Indonesian death threat

September 2, 1992
Issue 

Indonesian death threat

Arief Budiman, an outspoken intellectual and sociologist from the Satya Wacana Christian University in Salatiga, central Java, has complained to local security authorities after receiving anonymous death threats.

According to the Jakarta Post, Arief told reporters on August 14 that people claiming to be students and local administration officials had sent two letters telling him to leave town or risk being killed. He said he received the threats following his opposition to the Salatiga municipal administration's plan to appropriate rice fields belonging to 20 families.

Ecuador oil spill

CORDAVI, an Ecuadorian organisation practising public interest environmental law, has reported a major oil spill in July in Sucumbios province, part of the traditional territory of the Siona Secoya and Cofan native peoples. It is also the home of various communities of the indigenous Quichua people.

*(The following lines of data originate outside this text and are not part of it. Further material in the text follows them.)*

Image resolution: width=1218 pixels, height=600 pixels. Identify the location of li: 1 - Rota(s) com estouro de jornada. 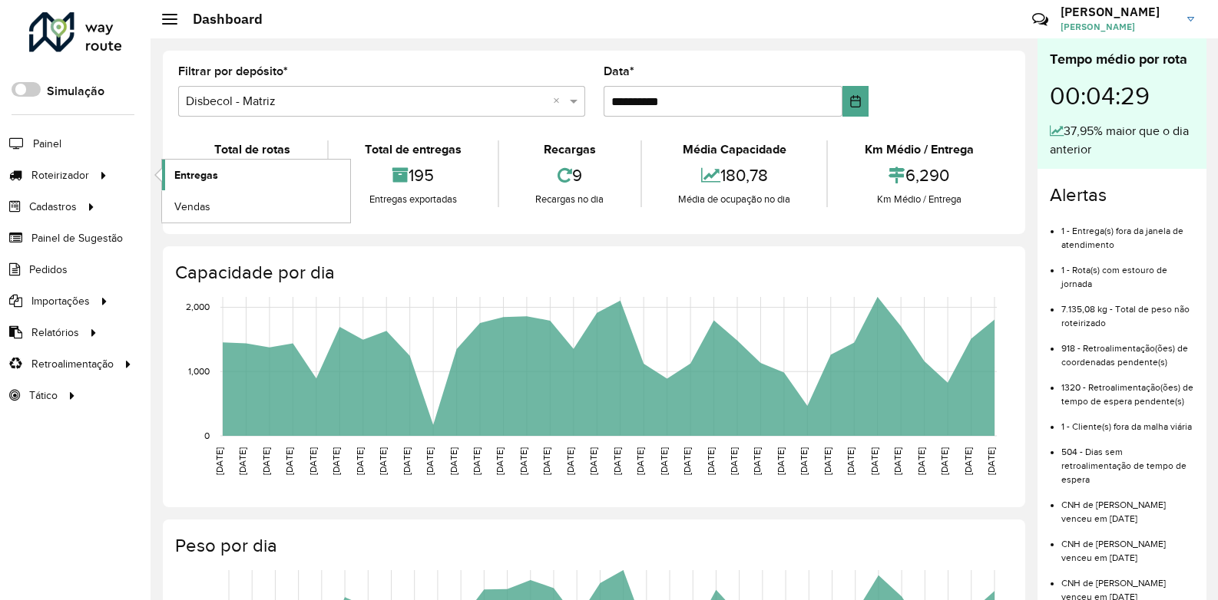
(1127, 271).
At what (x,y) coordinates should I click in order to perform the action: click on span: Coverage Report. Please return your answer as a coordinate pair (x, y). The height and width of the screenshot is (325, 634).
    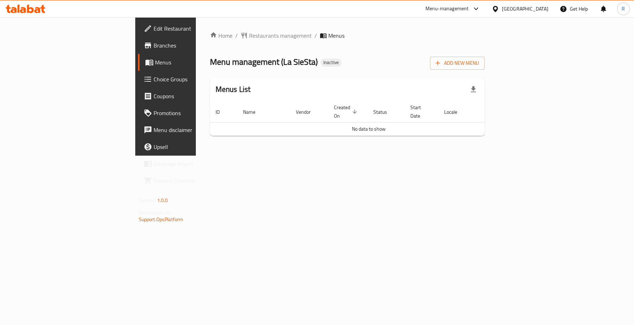
    Looking at the image, I should click on (194, 164).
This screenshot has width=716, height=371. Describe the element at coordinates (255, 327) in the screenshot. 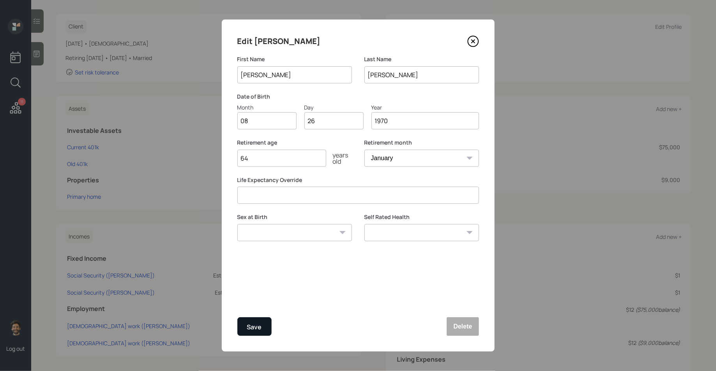

I see `button: Save` at that location.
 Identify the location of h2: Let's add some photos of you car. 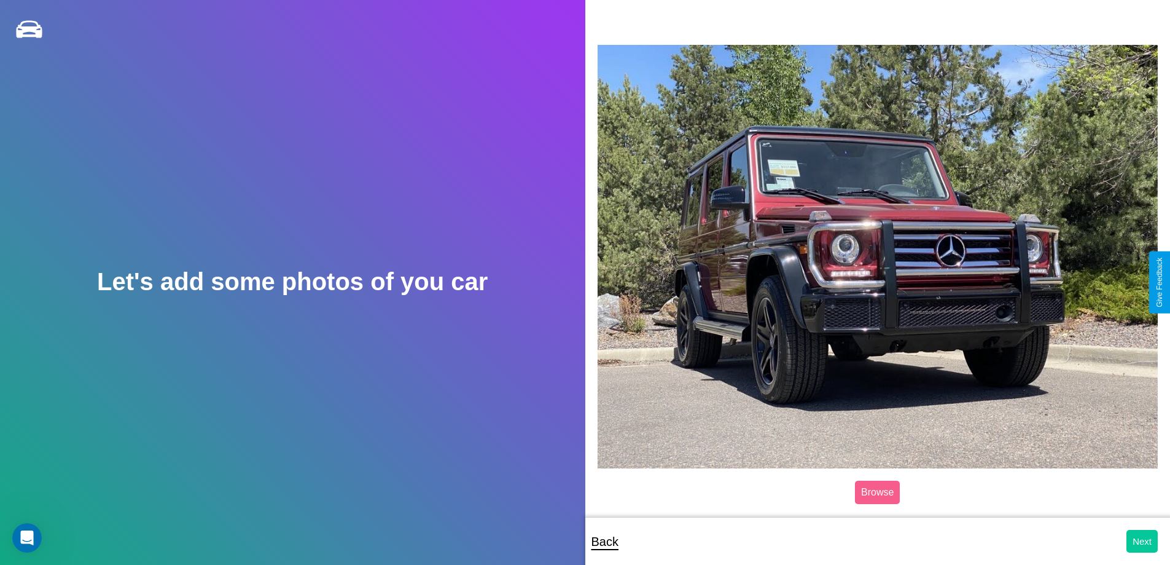
(292, 281).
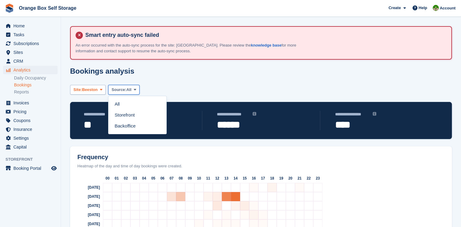 The height and width of the screenshot is (227, 461). I want to click on div: 00, so click(107, 178).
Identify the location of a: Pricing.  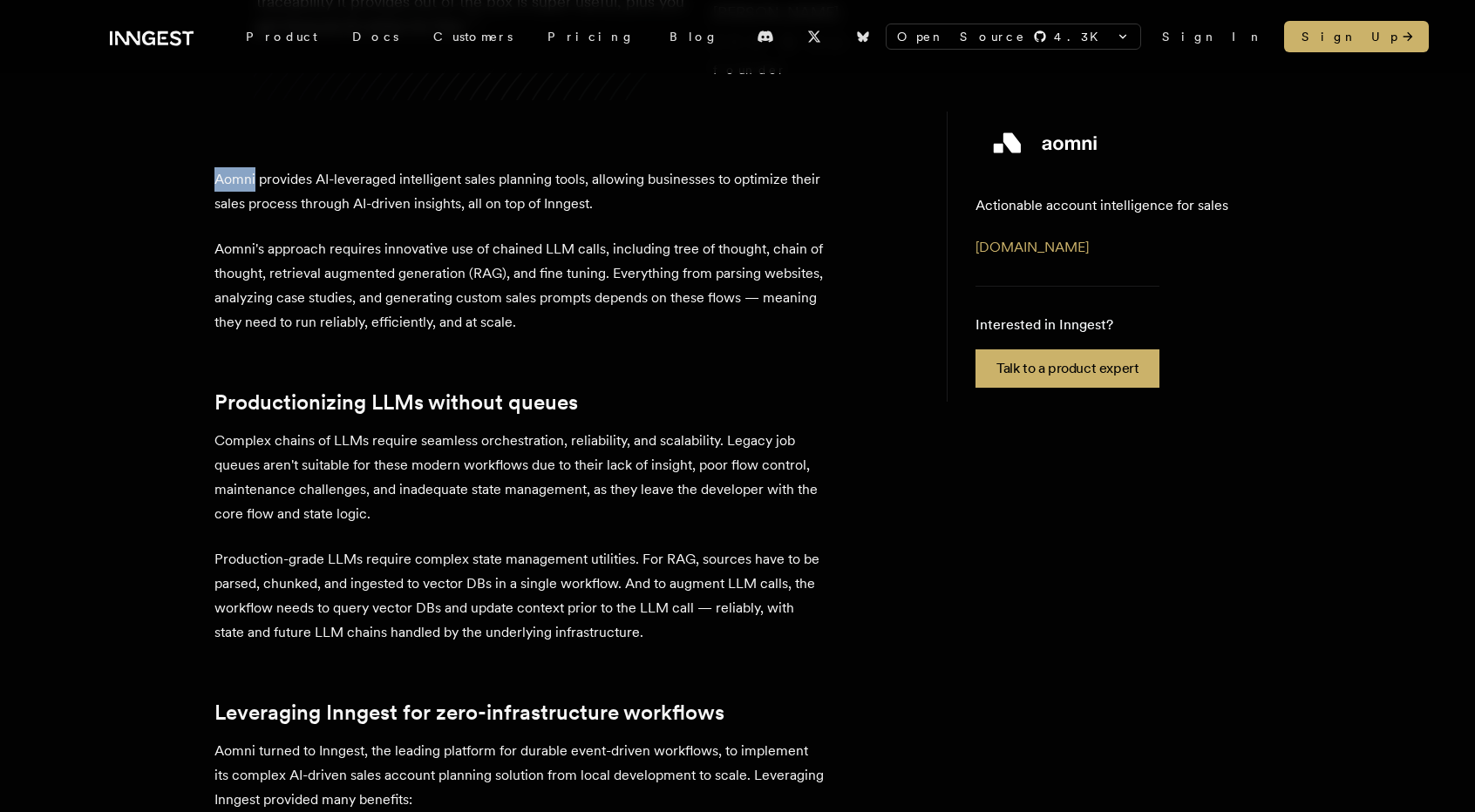
(591, 37).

CUBA will join Tlatelolco treaty

HAVANA — Cuba has reaffirmed it is willing to sign the Tlatelolco treaty banning nuclear weapons in Latin America as soon as all countries in the region do the same. Among the Latin American nations which have yet to sign the treaty are Argentina, Brazil and Chile.

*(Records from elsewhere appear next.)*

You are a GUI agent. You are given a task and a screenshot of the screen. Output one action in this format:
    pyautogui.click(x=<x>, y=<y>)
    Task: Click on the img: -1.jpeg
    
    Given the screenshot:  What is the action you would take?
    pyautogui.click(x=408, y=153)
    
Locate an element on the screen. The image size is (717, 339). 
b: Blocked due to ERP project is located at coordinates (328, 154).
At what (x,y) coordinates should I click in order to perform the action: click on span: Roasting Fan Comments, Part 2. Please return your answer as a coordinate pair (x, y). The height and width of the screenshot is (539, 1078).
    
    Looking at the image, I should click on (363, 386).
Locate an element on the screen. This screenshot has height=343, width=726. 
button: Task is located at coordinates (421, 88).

Although it was drafted in 1967, the treaty has not yet gone into effect because it has not been ratified by all Latin American states. Last October's Fourth Congress of the Cuban Communist Party formally reversed Cuba's earlier objection to signing.

Collor tottering

Pressure is mounting for Brazilian President Fernando Collor de Mello to resign or face impeachment, after a special parliamentary commission of inquiry investigating allegations of government corruption revealed that Collor used his privileged position to avoid the effects of his own economic measures.

On assuming office on March 15, 1990, Collor imposed a freeze on bank accounts and financial transactions, in an effort to combat hyperinflation. The bank account from which the president's private household expenses were paid was emptied of the equivalent of US$40,000 on march 13, leaving only US$2000.

Collor's friend and former campaign treasurer, businessman Paulo Cesar Farias, withdrew more than US$150,000 from his bank accounts just before the freeze.